Agree completely. My post was not meant to be an ethical or moral assessment. Neither is it an attempt to measure what people are owed, entitled to or have earned. Obviously most of the elderly have contributed a great deal to society and many continue to do so even after they have retired from work with direct financial compensation. While systems around the world vary, a combination of personal savings and investments, corporate pensions, government pensions or pension systems, and family support structures have captured this idea and generally give the elderly access to the goods and services they need (or attempt to give access, as some systems do fail).
While various systems incorporate a concept of accrued credit (either through a literal savings and investment mechanism or through a sense of social credit) to create a sense that the elderly have earned their upkeep in retirement, the fact remains that the vast majority of goods and services that we consume are not easily transferrable over time and space. That is, the retired are not literally using the goods and services they created while they were working. They created excess goods and services when they were employed with the expectation that others would create excess later when they were retired and that a system would give them access to those goods.

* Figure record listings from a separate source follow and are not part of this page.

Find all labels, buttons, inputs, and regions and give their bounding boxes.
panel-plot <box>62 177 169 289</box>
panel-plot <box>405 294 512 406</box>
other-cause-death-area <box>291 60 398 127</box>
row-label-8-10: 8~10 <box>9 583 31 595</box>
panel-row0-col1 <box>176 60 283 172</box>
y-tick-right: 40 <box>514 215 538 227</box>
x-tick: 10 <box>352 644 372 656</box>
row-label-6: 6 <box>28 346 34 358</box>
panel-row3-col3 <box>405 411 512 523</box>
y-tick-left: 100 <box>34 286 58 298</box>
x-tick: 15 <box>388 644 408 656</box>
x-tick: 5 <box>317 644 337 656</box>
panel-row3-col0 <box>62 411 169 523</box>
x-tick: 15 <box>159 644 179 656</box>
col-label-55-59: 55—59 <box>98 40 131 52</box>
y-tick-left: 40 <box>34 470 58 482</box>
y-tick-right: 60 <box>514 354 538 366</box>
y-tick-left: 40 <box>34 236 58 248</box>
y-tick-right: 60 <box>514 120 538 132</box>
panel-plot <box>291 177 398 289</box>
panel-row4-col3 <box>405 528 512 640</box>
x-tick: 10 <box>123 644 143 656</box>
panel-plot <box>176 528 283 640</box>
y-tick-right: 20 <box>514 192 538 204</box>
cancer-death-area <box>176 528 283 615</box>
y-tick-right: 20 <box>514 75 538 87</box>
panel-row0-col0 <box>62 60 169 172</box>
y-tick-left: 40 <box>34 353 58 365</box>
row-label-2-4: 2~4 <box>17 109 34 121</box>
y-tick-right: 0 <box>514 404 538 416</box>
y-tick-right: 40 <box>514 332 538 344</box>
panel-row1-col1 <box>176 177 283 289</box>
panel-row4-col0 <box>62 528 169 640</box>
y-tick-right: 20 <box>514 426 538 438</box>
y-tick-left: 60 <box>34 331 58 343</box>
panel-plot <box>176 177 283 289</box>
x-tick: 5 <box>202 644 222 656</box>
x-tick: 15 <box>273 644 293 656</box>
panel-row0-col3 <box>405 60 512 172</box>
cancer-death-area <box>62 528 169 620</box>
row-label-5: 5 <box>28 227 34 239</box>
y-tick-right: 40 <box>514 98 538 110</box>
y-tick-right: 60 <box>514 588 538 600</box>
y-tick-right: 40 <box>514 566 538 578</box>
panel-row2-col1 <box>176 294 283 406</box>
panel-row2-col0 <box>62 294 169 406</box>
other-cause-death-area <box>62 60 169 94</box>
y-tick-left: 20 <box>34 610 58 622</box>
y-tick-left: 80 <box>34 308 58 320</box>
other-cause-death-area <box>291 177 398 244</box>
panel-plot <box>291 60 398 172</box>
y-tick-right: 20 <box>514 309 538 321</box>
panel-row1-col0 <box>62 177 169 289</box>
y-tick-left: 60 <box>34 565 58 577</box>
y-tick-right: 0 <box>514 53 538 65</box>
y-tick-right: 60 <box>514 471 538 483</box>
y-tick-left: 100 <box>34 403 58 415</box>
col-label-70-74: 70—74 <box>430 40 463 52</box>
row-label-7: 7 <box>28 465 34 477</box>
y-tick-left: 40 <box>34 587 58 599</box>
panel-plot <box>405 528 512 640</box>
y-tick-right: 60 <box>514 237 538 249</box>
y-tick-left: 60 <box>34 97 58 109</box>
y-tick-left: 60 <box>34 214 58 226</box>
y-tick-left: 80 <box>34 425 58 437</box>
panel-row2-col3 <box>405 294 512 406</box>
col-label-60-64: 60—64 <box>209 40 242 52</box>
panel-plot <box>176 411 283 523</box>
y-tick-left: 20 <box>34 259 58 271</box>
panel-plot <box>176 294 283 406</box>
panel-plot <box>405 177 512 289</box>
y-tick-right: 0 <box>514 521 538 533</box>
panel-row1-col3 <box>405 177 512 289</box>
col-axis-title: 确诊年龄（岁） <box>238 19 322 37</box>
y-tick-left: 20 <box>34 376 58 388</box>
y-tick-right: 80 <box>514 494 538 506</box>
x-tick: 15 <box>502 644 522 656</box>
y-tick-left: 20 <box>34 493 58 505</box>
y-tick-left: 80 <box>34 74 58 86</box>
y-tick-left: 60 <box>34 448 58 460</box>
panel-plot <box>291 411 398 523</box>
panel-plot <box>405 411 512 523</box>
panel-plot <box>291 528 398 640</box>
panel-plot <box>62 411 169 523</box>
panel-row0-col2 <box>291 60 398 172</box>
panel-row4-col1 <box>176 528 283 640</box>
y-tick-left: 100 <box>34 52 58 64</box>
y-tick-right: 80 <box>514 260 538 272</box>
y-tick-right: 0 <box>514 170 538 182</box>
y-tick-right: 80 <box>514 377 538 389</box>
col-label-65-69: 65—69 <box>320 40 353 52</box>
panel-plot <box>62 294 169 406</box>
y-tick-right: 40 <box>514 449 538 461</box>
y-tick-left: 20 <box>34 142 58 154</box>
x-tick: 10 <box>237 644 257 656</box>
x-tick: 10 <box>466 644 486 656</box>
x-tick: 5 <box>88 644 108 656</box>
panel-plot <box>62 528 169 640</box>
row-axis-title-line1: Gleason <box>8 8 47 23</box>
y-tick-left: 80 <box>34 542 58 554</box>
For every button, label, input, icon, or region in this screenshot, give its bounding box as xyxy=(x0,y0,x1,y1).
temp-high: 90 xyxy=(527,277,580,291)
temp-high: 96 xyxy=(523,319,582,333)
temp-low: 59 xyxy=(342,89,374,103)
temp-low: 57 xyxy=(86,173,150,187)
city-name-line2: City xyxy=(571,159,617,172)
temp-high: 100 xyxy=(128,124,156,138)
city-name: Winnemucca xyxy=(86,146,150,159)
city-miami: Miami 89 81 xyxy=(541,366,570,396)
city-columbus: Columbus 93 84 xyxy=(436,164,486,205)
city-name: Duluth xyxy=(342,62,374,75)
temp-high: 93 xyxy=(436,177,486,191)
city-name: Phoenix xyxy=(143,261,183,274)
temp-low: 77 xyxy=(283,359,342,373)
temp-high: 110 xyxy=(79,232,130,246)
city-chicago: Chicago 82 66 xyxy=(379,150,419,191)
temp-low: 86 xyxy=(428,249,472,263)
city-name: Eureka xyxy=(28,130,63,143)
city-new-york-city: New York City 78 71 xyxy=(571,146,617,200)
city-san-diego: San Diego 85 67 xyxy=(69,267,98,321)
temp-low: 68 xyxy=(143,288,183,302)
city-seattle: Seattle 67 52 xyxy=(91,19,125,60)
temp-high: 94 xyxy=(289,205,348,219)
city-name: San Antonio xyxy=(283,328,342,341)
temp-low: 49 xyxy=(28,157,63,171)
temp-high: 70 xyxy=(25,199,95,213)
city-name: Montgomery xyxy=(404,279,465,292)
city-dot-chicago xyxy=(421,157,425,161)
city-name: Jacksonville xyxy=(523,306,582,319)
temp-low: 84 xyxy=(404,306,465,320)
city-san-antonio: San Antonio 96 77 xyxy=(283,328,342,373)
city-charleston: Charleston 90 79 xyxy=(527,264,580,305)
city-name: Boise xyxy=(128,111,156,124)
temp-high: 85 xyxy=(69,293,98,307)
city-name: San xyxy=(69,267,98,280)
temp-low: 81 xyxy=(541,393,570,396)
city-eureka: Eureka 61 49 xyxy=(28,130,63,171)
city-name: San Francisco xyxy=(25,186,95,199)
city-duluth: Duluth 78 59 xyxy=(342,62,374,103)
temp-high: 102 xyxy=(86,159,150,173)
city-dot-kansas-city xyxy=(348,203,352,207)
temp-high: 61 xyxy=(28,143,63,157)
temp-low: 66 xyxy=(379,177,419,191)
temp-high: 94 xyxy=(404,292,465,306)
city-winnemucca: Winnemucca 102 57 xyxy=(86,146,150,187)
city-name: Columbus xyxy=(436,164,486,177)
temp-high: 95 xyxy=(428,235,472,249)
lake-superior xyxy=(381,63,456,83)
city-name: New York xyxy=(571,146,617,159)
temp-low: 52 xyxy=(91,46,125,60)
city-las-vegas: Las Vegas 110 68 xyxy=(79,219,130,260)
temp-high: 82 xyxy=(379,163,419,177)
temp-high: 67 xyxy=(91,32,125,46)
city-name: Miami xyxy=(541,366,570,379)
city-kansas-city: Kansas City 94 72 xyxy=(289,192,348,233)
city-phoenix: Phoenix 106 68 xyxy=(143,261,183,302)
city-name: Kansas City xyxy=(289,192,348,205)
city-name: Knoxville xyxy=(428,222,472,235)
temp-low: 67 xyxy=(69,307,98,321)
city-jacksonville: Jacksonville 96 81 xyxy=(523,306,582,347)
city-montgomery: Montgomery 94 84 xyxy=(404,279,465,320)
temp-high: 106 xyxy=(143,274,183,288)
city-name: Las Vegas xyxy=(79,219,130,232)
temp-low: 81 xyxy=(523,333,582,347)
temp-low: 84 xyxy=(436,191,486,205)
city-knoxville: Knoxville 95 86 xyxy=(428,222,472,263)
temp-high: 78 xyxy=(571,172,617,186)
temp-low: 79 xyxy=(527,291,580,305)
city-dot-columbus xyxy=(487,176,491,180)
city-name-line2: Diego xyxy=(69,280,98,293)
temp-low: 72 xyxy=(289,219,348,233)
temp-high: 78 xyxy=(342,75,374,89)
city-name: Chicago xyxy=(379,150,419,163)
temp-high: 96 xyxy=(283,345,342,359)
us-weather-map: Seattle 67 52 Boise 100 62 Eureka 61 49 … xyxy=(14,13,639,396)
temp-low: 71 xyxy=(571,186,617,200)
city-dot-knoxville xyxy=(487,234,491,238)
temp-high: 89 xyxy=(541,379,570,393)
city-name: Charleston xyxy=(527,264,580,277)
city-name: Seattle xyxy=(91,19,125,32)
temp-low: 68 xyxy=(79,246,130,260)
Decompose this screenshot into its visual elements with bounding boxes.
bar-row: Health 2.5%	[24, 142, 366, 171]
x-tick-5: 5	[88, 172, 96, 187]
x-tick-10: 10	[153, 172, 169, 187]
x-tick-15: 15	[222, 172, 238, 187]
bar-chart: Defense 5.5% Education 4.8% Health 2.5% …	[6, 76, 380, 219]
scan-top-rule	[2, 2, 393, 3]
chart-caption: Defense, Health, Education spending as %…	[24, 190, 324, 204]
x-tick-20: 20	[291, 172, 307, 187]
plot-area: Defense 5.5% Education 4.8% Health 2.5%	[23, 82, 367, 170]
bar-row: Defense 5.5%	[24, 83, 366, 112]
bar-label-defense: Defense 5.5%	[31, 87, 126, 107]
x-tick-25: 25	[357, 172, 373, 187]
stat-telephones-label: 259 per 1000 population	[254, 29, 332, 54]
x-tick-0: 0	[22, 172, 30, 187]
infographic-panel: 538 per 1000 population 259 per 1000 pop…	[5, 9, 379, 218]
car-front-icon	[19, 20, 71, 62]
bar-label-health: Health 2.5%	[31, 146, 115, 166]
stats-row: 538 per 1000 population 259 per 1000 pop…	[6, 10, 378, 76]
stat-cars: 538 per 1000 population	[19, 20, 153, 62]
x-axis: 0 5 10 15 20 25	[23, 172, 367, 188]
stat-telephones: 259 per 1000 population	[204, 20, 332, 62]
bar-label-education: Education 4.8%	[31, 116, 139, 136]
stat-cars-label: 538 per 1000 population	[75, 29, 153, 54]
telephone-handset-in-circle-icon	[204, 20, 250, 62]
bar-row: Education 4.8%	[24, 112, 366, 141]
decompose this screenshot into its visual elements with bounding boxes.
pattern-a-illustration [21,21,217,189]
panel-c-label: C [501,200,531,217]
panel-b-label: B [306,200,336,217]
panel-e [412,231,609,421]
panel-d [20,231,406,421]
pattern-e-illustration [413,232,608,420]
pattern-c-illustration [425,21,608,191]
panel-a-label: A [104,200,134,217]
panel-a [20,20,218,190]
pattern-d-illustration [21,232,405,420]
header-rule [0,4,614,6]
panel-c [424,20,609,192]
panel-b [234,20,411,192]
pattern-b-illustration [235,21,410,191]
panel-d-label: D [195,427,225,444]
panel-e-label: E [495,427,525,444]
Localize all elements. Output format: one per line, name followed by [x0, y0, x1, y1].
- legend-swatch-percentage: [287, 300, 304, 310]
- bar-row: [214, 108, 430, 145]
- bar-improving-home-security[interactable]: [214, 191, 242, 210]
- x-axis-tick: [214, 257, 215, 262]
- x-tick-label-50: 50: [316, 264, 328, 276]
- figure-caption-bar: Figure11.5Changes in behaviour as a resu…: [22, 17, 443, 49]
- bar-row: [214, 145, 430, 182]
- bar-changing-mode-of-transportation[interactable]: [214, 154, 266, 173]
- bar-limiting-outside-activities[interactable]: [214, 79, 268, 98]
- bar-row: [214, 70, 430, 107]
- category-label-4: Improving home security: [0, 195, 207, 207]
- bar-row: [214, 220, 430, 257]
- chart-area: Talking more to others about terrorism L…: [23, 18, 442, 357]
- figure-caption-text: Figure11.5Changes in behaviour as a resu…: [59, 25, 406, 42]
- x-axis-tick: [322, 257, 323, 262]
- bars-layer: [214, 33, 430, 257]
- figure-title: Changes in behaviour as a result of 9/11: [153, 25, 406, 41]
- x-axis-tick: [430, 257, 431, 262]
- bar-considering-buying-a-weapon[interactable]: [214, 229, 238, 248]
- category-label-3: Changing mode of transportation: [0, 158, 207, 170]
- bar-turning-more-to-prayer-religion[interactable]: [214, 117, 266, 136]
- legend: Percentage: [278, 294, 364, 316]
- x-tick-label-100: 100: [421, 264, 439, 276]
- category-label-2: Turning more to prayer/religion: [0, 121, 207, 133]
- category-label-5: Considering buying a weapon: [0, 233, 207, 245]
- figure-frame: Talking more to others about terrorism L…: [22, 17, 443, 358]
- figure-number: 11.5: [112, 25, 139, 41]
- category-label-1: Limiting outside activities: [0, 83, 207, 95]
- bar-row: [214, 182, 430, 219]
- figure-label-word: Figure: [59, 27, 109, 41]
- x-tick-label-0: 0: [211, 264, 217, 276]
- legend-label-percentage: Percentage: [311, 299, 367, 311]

That is all well and good. The problem is, when the retired begin to be a much larger percentage of the population, there are fewer people to produce the goods and services that everyone is using. The result will be some sort of allocation that rations access to goods and services. In a more centralized government controlled retirement system that might take the form of cuts in retirement benefits or increases in taxes on those that are working. In a more distributed savings and investment oriented system, that can take the form of price inflation for goods and services or investments losing value. In any case, those are just mechanisms for adjusting to the fact that the supply is failing to keep up with demand.
Again, I see how this can be interpreted as a moral judgment on what people are owed. I don’t intend it to be. It doesn’t matter what people are owed if there isn’t enough water in the well.